“We shall now proceed to construct the socialist order.” That is how Vladimir Lenin began his speech to the Second All-Russian Congress of Soviets on November 8, 1917. Mayor-elect of New York City Zohran Mamdani in his victory speech quoted not Lenin but Eugene Debs, the five-time Socialist presidential candidate, but like Lenin he outlined his vision of a socialist order for New York. “The future,” Mamdani said, “is in our hands.” The workers — the proletariat — will wield political power. “[W]e insisted that no longer would politics be something that is done to us,” he continued, “[n]ow it is something that we do.” His election, he told his crowd of supporters, ushers in a “new age.” And that new age is the socialist order.
The Democratic Party socialists here don’t use all of the terror tactics of the Bolsheviks. But they do use the coercive powers of government … to impose their will on the country.
It is noteworthy that most, if not all, of New York’s leading Democratic Party politicians supported Mamdani’s campaign. So did former President Barack Obama, whose victory speech in 2008 proclaimed “This is our moment. This is our time,” and who before the election promised to “fundamentally transform” America. Obama and Mamdani have much in common, including an African-Muslim heritage, an elite education, and a background in community activism. Obama as president, however, quietly, cautiously attempted to fundamentally transform America — and largely succeeded. Under his presidency and Biden’s presidency (largely staffed with Obama appointees), the far left completed their takeover of America’s major institutions and implemented a woke, DEI agenda that, despite President Trump’s best efforts, is still with us.
We know what Lenin’s socialist order meant for Russians and the world — secret police, political repression, state-induced famines, show trials, political purges, Gulags. The so-called socialist workers’ state enslaved workers. Lenin was an intellectual who had nothing in common with the working class, yet he claimed to speak for them and to govern for them even while he oppressed them. Mamdani, too, is an intellectual who has nothing in common with working class New Yorkers, yet he, too, claims he will wield power on their behalf. In his victory speech, Mamdani pledged to fight for “Yemeni bodega owners,” “Mexican abuelas,” “Senegalese taxi drivers,” “Uzbek nurses,” “Trinidadian cooks,” and “Ethiopian aunties.” The socialist anthem, after all, says, “The international shall be the human race.”
Lenin’s socialist order was in reality the dictatorship of the proletariat. Karl Marx predicted that the dictatorship would end when the classless society emerged, but Lenin and his Bolsheviks had no intention of establishing a classless society. Lenin and the Bolsheviks would always be the ruling class — the nomenklatura that exercises political power and enjoys privileges denied to other classes. The socialists of the Democratic Party — Mamdani, Alexandria Ocasio Cortez, Bernie Sanders and, yes, Barack Obama — are ideological soulmates of Lenin. They, too, want to construct a socialist order.
The Democratic Party socialists here don’t use all of the terror tactics of the Bolsheviks. But they do use the coercive powers of government and their control of institutions to attempt to impose their will on the country.
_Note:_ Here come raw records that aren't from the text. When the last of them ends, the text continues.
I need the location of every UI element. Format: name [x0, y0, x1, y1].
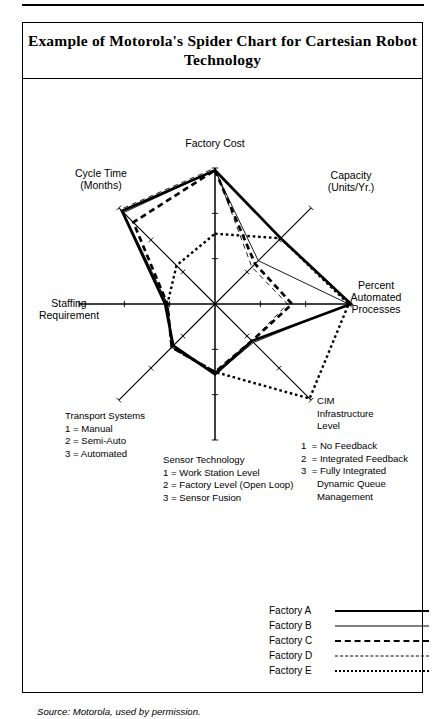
axis-label-cycle-time: Cycle Time (Months): [49, 167, 153, 191]
axis-label-staffing: Staffing Requirement: [21, 297, 117, 321]
axis-spoke-cim: [215, 304, 311, 400]
legend-label-factory-a: Factory A: [269, 605, 329, 616]
legend-row: Factory D: [269, 648, 429, 663]
chart-stage: Factory Cost Capacity (Units/Yr.) Percen…: [23, 79, 422, 694]
top-rule: [22, 4, 424, 6]
legend-row: Factory B: [269, 618, 429, 633]
legend-row: Factory C: [269, 633, 429, 648]
legend-label-factory-b: Factory B: [269, 620, 329, 631]
legend-label-factory-c: Factory C: [269, 635, 329, 646]
definitions-cim-level: 1 = No Feedback 2 = Integrated Feedback …: [301, 440, 408, 503]
legend-swatch-factory-c: [335, 636, 429, 646]
figure-page: Example of Motorola's Spider Chart for C…: [0, 0, 445, 719]
legend-swatch-factory-e: [335, 666, 429, 676]
legend-row: Factory A: [269, 603, 429, 618]
legend-swatch-factory-a: [335, 606, 429, 616]
figure-box: Example of Motorola's Spider Chart for C…: [22, 22, 423, 693]
legend-row: Factory E: [269, 663, 429, 678]
source-note: Source: Motorola, used by permission.: [37, 706, 201, 717]
axis-label-factory-cost: Factory Cost: [145, 137, 285, 149]
legend-swatch-factory-d: [335, 651, 429, 661]
axis-spoke-capacity: [215, 208, 311, 304]
chart-axes: [79, 168, 351, 440]
definitions-transport-systems: Transport Systems 1 = Manual 2 = Semi-Au…: [65, 410, 145, 461]
title-band: Example of Motorola's Spider Chart for C…: [23, 23, 422, 79]
series-polygon-factory-c: [133, 170, 292, 372]
figure-title: Example of Motorola's Spider Chart for C…: [23, 32, 422, 70]
axis-label-cim: CIM Infrastructure Level: [317, 395, 381, 433]
definitions-sensor-technology: Sensor Technology 1 = Work Station Level…: [163, 454, 293, 505]
series-legend: Factory A Factory B Factory C Factory D …: [269, 603, 429, 678]
legend-label-factory-d: Factory D: [269, 650, 329, 661]
legend-swatch-factory-b: [335, 621, 429, 631]
axis-label-percent-automated: Percent Automated Processes: [333, 279, 419, 315]
axis-label-capacity: Capacity (Units/Yr.): [296, 169, 406, 193]
legend-label-factory-e: Factory E: [269, 665, 329, 676]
The Obama-Biden governments used the administrative or “deep” state and lawfare to attack their political opposition, while some far-left state and local officials followed suit. News reports indicate that their lawfare is under scrutiny by a grand jury in Florida.
Socialism is one of the great evils that emerged in the 20th century, as in country after country the state assumed more and more power. The American political philosopher James Burnham, who flirted with socialism in the 1930s, saw the emergence of a new ruling class that ushered in what he called the “managerial revolution” which in all countries expanded the “scope of activities of the state” and consequently the power of governments to control the “most important economic, social, political, and cultural institutions of society.” The managers he predicted, would try “to increase their relative power and privilege” over the citizens they rule.
The great British historian Paul Johnson made the growth of state power one of the major themes of his masterful history of the 20th century, Modern Times. Johnson noted “the impressive speed with which the modern state could expand itself and the inexhaustible appetite which it thereupon developed both for the destruction of its enemies and for the exercise of despotic power over its own citizens.” Socialists like Lenin, he wrote, had an “unappeasable appetite for controlling mankind.”
We have seen what attempts at construction of the socialist order can do to our country during the Obama and Biden presidencies. We will now see what attempts at construction of the socialist order will do to New York. It won’t be pretty.